The Lord said, What have you done? Hark! Your brothers blood that has been shed is crying out to me from the ground You shall be a vagrant and a wanderer on earth.
So the Lord put a mark on Cain, in order that anyone meeting Him should not kill him. Then Cain went out from the Lords presence
Genesis 4:816
Two traits are essential in the criminal: boundless egoism and a strong destructive impulse. Common to both of these, and a necessary condition for their expression, is the absence of love, the lack of an emotional valuation of (human) objects.
Sigmund Freud, Dostoevsky and Parricide
CONTENTS
Preface
J. Reid Meloy, Editor
W hen I was a young man, a newly licensed psychologist in the State of California, Kathy Wachter-Poynor, the local public mental health director, offered me a position that was to change my life and my career. She asked if I would consider developing an acute psychiatric inpatient program for mentally ill offenders in a maximum security setting. My excitement, composed equally of a tremendous naivete and a fierce ambition, both now tempered by years of experience, carried me into this valley of the shadow of death. Thankfully, I did come to fear evil.
I fairly quickly arrived at the realization that little was clinically known about some of the men I began to encounter. In those days of the ancien rgimeDSM III had just been publishedthe application of specific criteria to arrive at a reliable, descriptive diagnosis was the coin of the realm. Little thought was given to the notion of psychopathy; no contemporary psychoanalytic writers used the term (although a few still clung to the anachronistic word sociopathy); and the word psychopath was central only to the empirically rigorous, and nonanalytic, psychological research of Robert Hare and his students at the University of British Columbia, unheralded at that time.
Unable to shake my undergraduate major in history at the College of Wooster, I began to peruse the older psychoanalytic literature for hints of clinical wisdom concerning the psychopath.

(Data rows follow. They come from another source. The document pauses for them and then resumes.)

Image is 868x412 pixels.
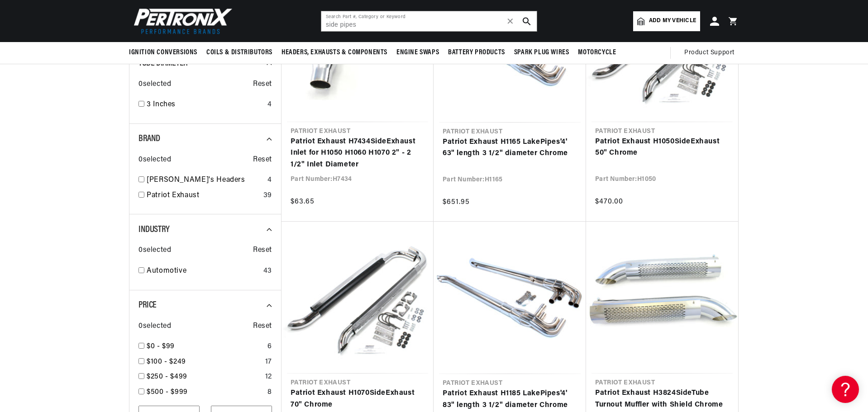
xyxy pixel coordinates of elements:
div: 17 [265,357,272,368]
div: 4 [267,99,272,111]
a: Patriot Exhaust H1070SideExhaust 70" Chrome [291,388,425,411]
span: 0 selected [138,154,171,166]
a: Add my vehicle [633,11,700,31]
a: [PERSON_NAME]'s Headers [147,175,264,186]
summary: Ignition Conversions [129,42,202,63]
span: Product Support [684,48,735,58]
div: 12 [265,372,272,383]
a: Patriot Exhaust H1050SideExhaust 50" Chrome [595,136,729,159]
img: Pertronix [129,5,233,37]
summary: Product Support [684,42,739,64]
a: 3 Inches [147,99,264,111]
div: 43 [263,266,272,277]
a: Automotive [147,266,260,277]
span: Price [138,301,157,310]
span: Reset [253,321,272,333]
span: 0 selected [138,79,171,91]
span: Brand [138,134,160,143]
summary: Spark Plug Wires [510,42,574,63]
div: 4 [267,175,272,186]
span: Reset [253,154,272,166]
span: Motorcycle [578,48,616,57]
a: Patriot Exhaust [147,190,260,202]
span: Industry [138,225,170,234]
span: Add my vehicle [649,17,696,25]
span: $250 - $499 [147,373,187,381]
span: $100 - $249 [147,358,186,366]
summary: Motorcycle [573,42,621,63]
input: Search Part #, Category or Keyword [321,11,537,31]
span: $0 - $99 [147,343,175,350]
div: 8 [267,387,272,399]
span: Battery Products [448,48,505,57]
summary: Coils & Distributors [202,42,277,63]
span: Reset [253,245,272,257]
span: Reset [253,79,272,91]
summary: Headers, Exhausts & Components [277,42,392,63]
a: Patriot Exhaust H1185 LakePipes'4' 83" length 3 1/2" diameter Chrome [443,388,577,411]
span: Headers, Exhausts & Components [282,48,387,57]
a: Patriot Exhaust H3824SideTube Turnout Muffler with Shield Chrome [595,388,729,411]
summary: Engine Swaps [392,42,444,63]
button: search button [517,11,537,31]
span: Spark Plug Wires [514,48,569,57]
span: Engine Swaps [396,48,439,57]
span: Coils & Distributors [206,48,272,57]
div: 6 [267,341,272,353]
span: 0 selected [138,245,171,257]
summary: Battery Products [444,42,510,63]
span: 0 selected [138,321,171,333]
a: Patriot Exhaust H1165 LakePipes'4' 63" length 3 1/2" diameter Chrome [443,137,577,160]
a: Patriot Exhaust H7434SideExhaust Inlet for H1050 H1060 H1070 2" - 2 1/2" Inlet Diameter [291,136,425,171]
span: Ignition Conversions [129,48,197,57]
div: 39 [263,190,272,202]
span: $500 - $999 [147,389,188,396]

I began also to search for contemporary psychoanalytic theorists who were at least obliquely interested in the internal life of such untreatable persons. I found a vein of data: gems from the past and a few diamonds from the present.
This book crystallized in my mind about six years ago, when I realized that my private intellectual labor of love might be of use to others; it could possibly become a published anthology of psychoanalysts approaches to various facets of the psychopath, a book informed and balanced by what is currently known about psychopathy from a social, psychological, and biological research perspective.